Henry James Washington SquareWashington Square (1880) is a superb early short novel, It’s the tale of a young girl whose future happiness is being controlled by her strict authoritarian (but rather witty) father. She is rather reserved, but has a handsome young suitor. However, her father disapproves of him, seeing him as an opportunist and a fortune hunter. There is a battle of wills – all conducted within the confines of their elegant New York town house. Who wins out in the end? You will probably be surprised by the outcome. This is a masterpiece of social commentary, offering a sensitive picture of a young woman’s life.
Henry James Washington Square Buy the book from Amazon UK
Henry James Washington Square Buy the book from Amazon US

Henry James The Aspern PapersThe Aspern Papers (1888) is a psychological drama set in Venice which centres on the tussle for control of a great writer’s correspondence. An elderly lady, ex-lover of the writer, seeks a husband for her daughter. But the potential purchaser of the papers is a dedicated bachelor. Money is also at stake – but of course not discussed overtly. There is a refined battle of wills between them. Who will win in the end? As usual, James keeps the reader guessing. The novella is a masterpiece of subtle narration, with an ironic twist in its outcome. This collection of stories also includes three of his accomplished long short stories – The Private Life, The Middle Years, and The Death of the Lion.
Henry James The Aspern Papers Buy the book from Amazon UK
Henry James The Aspern Papers Buy the book from Amazon US

Henry James The Spoils of PoyntonThe Spoils of Poynton (1896) is a short novel which centres on the contents of a country house, and the question of who is the most desirable person to inherit it via marriage. The owner Mrs Gereth is being forced to leave her home to make way for her son and his greedy and uncultured fiancee. Mrs Gereth develops a subtle plan to take as many of the house’s priceless furnishings with her as possible. But things do not go quite according to plan. There are some very witty social ironies, and a contest of wills which matches nouveau-riche greed against high principles. There’s also a spectacular finale in which nobody wins out.
Henry James The Spoils of Poynton Buy the book from Amazon UK
Henry James The Spoils of Poynton Buy the book from Amazon US


Henry James – web links

Henry James at Mantex
Biographical notes, study guides, tutorials on the Complete Tales, book reviews. bibliographies, and web links.

The Complete Works
Sixty books in one 13.5 MB Kindle eBook download for £1.92 at Amazon.co.uk. The complete novels, stories, travel writing, and prefaces. Also includes his autobiographies, plays, and literary criticism – with illustrations.

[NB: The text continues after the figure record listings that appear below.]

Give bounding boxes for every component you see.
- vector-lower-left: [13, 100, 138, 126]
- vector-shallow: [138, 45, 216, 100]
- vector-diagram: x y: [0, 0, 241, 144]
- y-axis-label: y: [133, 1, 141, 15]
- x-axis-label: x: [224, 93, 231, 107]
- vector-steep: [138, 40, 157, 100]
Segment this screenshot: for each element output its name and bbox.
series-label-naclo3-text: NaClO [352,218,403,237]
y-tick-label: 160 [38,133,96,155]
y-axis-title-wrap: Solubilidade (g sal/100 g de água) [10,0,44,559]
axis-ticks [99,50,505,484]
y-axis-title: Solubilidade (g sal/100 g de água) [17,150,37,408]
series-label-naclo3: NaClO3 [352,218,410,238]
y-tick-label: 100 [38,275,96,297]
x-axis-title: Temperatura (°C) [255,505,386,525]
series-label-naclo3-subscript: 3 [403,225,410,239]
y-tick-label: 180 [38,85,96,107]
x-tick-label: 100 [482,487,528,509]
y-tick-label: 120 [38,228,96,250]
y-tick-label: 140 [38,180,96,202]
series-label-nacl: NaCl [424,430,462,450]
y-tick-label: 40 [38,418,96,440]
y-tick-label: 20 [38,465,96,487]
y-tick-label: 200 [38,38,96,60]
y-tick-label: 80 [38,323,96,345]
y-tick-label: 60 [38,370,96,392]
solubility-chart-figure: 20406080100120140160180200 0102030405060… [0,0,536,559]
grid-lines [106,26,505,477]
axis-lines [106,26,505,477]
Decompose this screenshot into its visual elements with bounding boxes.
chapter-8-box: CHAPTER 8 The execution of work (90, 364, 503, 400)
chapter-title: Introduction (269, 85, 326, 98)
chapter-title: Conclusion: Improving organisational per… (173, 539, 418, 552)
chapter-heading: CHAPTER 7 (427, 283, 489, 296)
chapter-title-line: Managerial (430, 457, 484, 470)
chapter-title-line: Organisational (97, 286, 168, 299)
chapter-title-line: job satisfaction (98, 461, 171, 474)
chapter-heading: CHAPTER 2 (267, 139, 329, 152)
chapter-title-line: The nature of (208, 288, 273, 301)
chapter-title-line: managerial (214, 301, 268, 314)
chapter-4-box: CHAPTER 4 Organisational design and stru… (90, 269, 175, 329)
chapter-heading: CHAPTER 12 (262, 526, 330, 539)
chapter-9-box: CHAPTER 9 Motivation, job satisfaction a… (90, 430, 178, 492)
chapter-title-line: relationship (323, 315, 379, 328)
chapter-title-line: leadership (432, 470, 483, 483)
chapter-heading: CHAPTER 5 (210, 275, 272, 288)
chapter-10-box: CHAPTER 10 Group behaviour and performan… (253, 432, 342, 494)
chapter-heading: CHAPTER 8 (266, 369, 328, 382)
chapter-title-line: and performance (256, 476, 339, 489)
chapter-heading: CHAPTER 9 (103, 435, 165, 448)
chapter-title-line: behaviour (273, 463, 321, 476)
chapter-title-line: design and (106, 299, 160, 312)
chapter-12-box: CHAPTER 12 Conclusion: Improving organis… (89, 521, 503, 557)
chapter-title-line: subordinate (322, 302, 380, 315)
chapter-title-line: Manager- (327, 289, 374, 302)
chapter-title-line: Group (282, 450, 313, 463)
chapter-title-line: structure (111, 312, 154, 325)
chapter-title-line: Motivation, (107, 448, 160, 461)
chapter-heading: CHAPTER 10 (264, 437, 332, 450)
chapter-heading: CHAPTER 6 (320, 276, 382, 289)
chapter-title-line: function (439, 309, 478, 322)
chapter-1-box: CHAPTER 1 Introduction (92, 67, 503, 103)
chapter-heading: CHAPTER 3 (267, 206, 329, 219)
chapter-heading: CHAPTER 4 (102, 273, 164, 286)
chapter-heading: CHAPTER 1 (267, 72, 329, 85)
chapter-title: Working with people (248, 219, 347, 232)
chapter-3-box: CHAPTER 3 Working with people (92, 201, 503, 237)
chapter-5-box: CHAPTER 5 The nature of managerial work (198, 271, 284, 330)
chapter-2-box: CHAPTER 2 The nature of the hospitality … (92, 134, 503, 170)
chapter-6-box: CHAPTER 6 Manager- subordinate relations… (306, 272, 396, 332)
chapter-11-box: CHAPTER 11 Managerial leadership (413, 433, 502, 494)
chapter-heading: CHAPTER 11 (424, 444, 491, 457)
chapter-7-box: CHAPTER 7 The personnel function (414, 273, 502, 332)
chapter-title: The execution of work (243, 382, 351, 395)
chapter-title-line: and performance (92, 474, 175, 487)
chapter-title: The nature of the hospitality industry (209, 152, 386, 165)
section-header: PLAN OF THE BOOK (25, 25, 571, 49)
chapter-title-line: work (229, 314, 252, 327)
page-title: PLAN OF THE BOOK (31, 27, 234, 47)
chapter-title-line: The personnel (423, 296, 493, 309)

The Ladder – a Henry James website
A collection of eTexts of the tales, novels, plays, and prefaces – with links to available free eTexts at Project Gutenberg and elsewhere.

A Hyper-Concordance to the Works
Japanese-based online research tool that locates the use of any word or phrase in context. Find that illusive quotable phrase.

The Henry James Resource Center
A web site with biography, bibliographies, adaptations, archival resources, suggested reading, and recent scholarship.

Online Books Page
A collection of online texts, including novels, stories, travel writing, literary criticism, and letters.

Henry James at Project Gutenberg
A major collection of eTexts, available in a variety of eBook formats.

The Complete Letters
Archive of the complete correspondence (1855-1878) work in progress – published by the University of Nebraska Press.

The Scholar’s Guide to Web Sites
An old-fashioned but major jumpstation – a website of websites and resouces.

Henry James – The Complete Tales
Tutorials on the complete collection of over one hundred tales, novellas, and short stories.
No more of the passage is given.